Amazon.com Price:  $7.00 (as of 20/04/2019 03:09 PST- Details)

Description

In a century-old edition of a British newspaper, a quaint narrative entitled “A Visit to the Comstock” used to be prefaced by the following poem: Paint me, Washoe, as you see it, / Tinting with a truthful touch; / Line it with a faithful pencil, / Do not colour overmuch.
Many writers through the decades have “coloured overmuch” in their descriptions of Nevada by the use of picturesque words and extreme language when discussing the paradoxical state. Idah Meacham Strobridge, steadily called “Nevada’s first woman of letters,” pointed out that images of Nevada ceaselessly suggest a “mirage-land,” a place where nothing is relatively what it kind of feels. Wilbur S. Shepperson’s examination of such mirages–imaginary, literary, historical, real–is the subject of Mirage-Land: Images of Nevada. In the pages of this book, readers will discover ways in which quite a few women and men image-makers envisioned the Silver State, in addition to ways they communicated their visions to others.

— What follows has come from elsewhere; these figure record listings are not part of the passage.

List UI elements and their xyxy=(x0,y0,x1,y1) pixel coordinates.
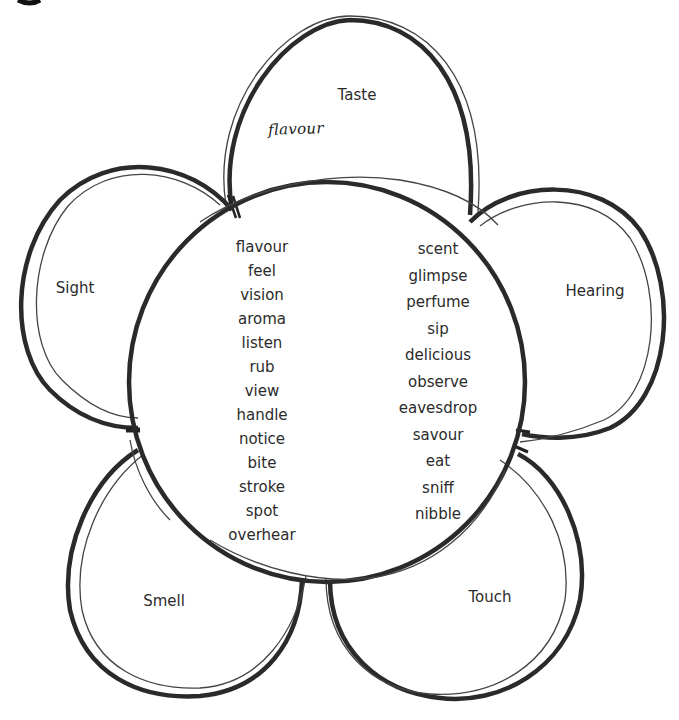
word-bank-word: overhear xyxy=(228,523,295,547)
word-bank-word: observe xyxy=(408,369,468,396)
word-bank-word: feel xyxy=(248,259,276,283)
word-bank-word: view xyxy=(245,379,280,403)
word-bank-word: spot xyxy=(246,499,278,523)
word-bank-word: eat xyxy=(426,448,450,475)
word-bank-word: vision xyxy=(240,283,284,307)
word-bank-word: sniff xyxy=(422,475,454,502)
petal-label-smell: Smell xyxy=(143,592,185,610)
word-bank-word: handle xyxy=(236,403,287,427)
word-bank-left-column: flavour feel vision aroma listen rub vie… xyxy=(214,235,310,547)
word-bank-word: sip xyxy=(427,316,449,343)
petal-taste-outline xyxy=(224,16,479,218)
word-bank-word: rub xyxy=(249,355,274,379)
word-bank-word: glimpse xyxy=(408,263,467,290)
flower-diagram xyxy=(0,0,679,720)
petal-label-touch: Touch xyxy=(468,588,511,606)
petal-sight-outline xyxy=(21,167,232,430)
petal-hearing-outline xyxy=(470,190,664,452)
word-bank-word: listen xyxy=(242,331,283,355)
petal-label-taste: Taste xyxy=(338,86,377,104)
word-bank-word: notice xyxy=(239,427,285,451)
word-bank-word: flavour xyxy=(236,235,288,259)
word-bank-word: bite xyxy=(248,451,277,475)
petal-label-sight: Sight xyxy=(56,279,95,297)
word-bank-word: eavesdrop xyxy=(399,395,477,422)
corner-mark xyxy=(18,0,40,3)
word-bank-word: delicious xyxy=(405,342,471,369)
word-bank-right-column: scent glimpse perfume sip delicious obse… xyxy=(386,236,490,528)
word-bank-word: aroma xyxy=(238,307,286,331)
word-bank-word: stroke xyxy=(239,475,285,499)
word-bank-word: perfume xyxy=(406,289,470,316)
petal-answer-taste: flavour xyxy=(268,119,324,139)
word-bank-word: scent xyxy=(418,236,459,263)
word-bank-word: nibble xyxy=(415,501,461,528)
petal-label-hearing: Hearing xyxy=(565,282,624,300)
word-bank-word: savour xyxy=(413,422,464,449)
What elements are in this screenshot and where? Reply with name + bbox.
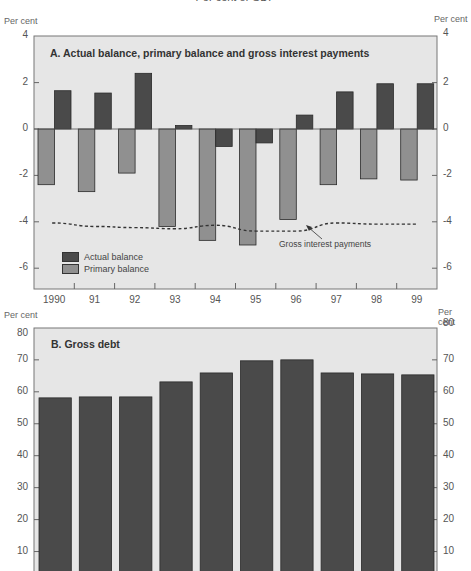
- panel-a-year-label: 99: [397, 294, 437, 305]
- primary-balance-bar: [119, 129, 136, 173]
- actual-balance-bar: [377, 84, 394, 129]
- panel-a-left-tick-label: 0: [4, 122, 28, 133]
- primary-balance-bar: [320, 129, 337, 185]
- panel-a-right-tick-label: 0: [443, 122, 467, 133]
- actual-balance-bar: [95, 93, 112, 129]
- panel-a-year-label: 94: [195, 294, 235, 305]
- panel-b-right-tick-label: 60: [443, 385, 467, 396]
- gross-debt-bar: [321, 373, 353, 571]
- panel-a-year-label: 97: [316, 294, 356, 305]
- panel-b-right-tick-label: 80: [443, 317, 467, 328]
- panel-b-left-tick-label: 60: [4, 385, 28, 396]
- panel-b-title: B. Gross debt: [51, 338, 120, 350]
- panel-b-right-tick-label: 10: [443, 545, 467, 556]
- panel-a-right-tick-label: -2: [443, 168, 467, 179]
- panel-b-left-tick-label: 30: [4, 481, 28, 492]
- chart-canvas: [0, 0, 471, 571]
- primary-balance-bar: [199, 129, 216, 240]
- legend-swatch-primary-icon: [62, 264, 79, 274]
- panel-a-right-tick-label: -6: [443, 261, 467, 272]
- panel-a-right-tick-label: 4: [443, 27, 467, 38]
- gross-debt-bar: [361, 374, 393, 571]
- actual-balance-bar: [175, 126, 192, 129]
- legend-swatch-actual-icon: [62, 252, 79, 262]
- panel-b-left-tick-label: 80: [4, 327, 28, 338]
- panel-a-year-label: 92: [115, 294, 155, 305]
- panel-b-right-tick-label: 70: [443, 353, 467, 364]
- panel-b-left-tick-label: 10: [4, 545, 28, 556]
- panel-a-legend: Actual balance Primary balance: [62, 252, 149, 274]
- panel-b-left-tick-label: 50: [4, 417, 28, 428]
- primary-balance-bar: [159, 129, 176, 226]
- panel-a-year-label: 93: [155, 294, 195, 305]
- legend-item-actual-balance: Actual balance: [62, 252, 149, 262]
- legend-label-primary: Primary balance: [84, 264, 149, 274]
- primary-balance-bar: [78, 129, 95, 192]
- actual-balance-bar: [256, 129, 273, 143]
- gross-debt-bar: [281, 360, 313, 571]
- primary-balance-bar: [240, 129, 257, 245]
- panel-a-left-tick-label: 4: [4, 29, 28, 40]
- panel-b-right-tick-label: 40: [443, 449, 467, 460]
- gross-debt-bar: [120, 397, 152, 571]
- panel-a-year-label: 96: [276, 294, 316, 305]
- gross-debt-bar: [39, 398, 71, 571]
- panel-a-left-tick-label: -4: [4, 215, 28, 226]
- primary-balance-bar: [38, 129, 55, 185]
- primary-balance-bar: [401, 129, 418, 180]
- legend-item-primary-balance: Primary balance: [62, 264, 149, 274]
- panel-a-right-tick-label: -4: [443, 215, 467, 226]
- panel-a-year-label: 1990: [34, 294, 74, 305]
- primary-balance-bar: [360, 129, 377, 179]
- primary-balance-bar: [280, 129, 297, 219]
- panel-a-year-label: 91: [74, 294, 114, 305]
- actual-balance-bar: [337, 92, 354, 129]
- panel-a-left-tick-label: -6: [4, 261, 28, 272]
- gross-debt-bar: [241, 361, 273, 571]
- panel-b-right-tick-label: 20: [443, 513, 467, 524]
- panel-b-right-tick-label: 50: [443, 417, 467, 428]
- legend-label-actual: Actual balance: [84, 252, 143, 262]
- gross-debt-bar: [200, 373, 232, 571]
- actual-balance-bar: [135, 73, 152, 129]
- gross-debt-bar: [402, 375, 434, 571]
- actual-balance-bar: [216, 129, 233, 146]
- panel-a-left-tick-label: 2: [4, 76, 28, 87]
- panel-a-title: A. Actual balance, primary balance and g…: [50, 47, 369, 59]
- panel-b-left-tick-label: 40: [4, 449, 28, 460]
- gross-debt-bar: [160, 382, 192, 571]
- gross-debt-bar: [79, 397, 111, 571]
- panel-a-left-tick-label: -2: [4, 168, 28, 179]
- panel-b-left-tick-label: 20: [4, 513, 28, 524]
- gross-interest-annotation: Gross interest payments: [279, 239, 371, 249]
- panel-a-year-label: 95: [236, 294, 276, 305]
- panel-b-left-tick-label: 70: [4, 353, 28, 364]
- panel-a-year-label: 98: [357, 294, 397, 305]
- panel-a-right-tick-label: 2: [443, 76, 467, 87]
- actual-balance-bar: [55, 91, 72, 129]
- panel-b-right-tick-label: 30: [443, 481, 467, 492]
- actual-balance-bar: [417, 84, 434, 129]
- actual-balance-bar: [296, 115, 313, 129]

Shepperson explains the process of mirage building by introducing readers to details from myriad sources–journals, diaries, historic newspapers, government reports, essays, magazines, novels, and even chamber of commerce promotional brochures. The well known accents of John C. Fremont, Mark Twain, and Dan De Quille mingle with such little-known voices as Louise M. Palmer, Henry T. Williams, and George Wharton James among others.
While the exemplary voices may express paradox, self-contradiction, antithesis, even confusion, Shepperson arranges his examples in a way that shows readers an aggregate vision. For him, Nevada history and Nevada humanity together embrace the length of Highway 395, the width of Interstates 80 and 15, and the breadth of a good many gravel roads in between. Essentially Shepperson sees few meaningful differences between the Comstock of the 1860s, other mining camps, sheep and cattle operations, Reno of the 1930s, and the present-day Las Vegas. Because each has waxed and waned through a separate chronology of decay and progress, progress and decay, each has attracted a share of both detractors and supporters. Each by its very nature, has called forth its share of the mirage.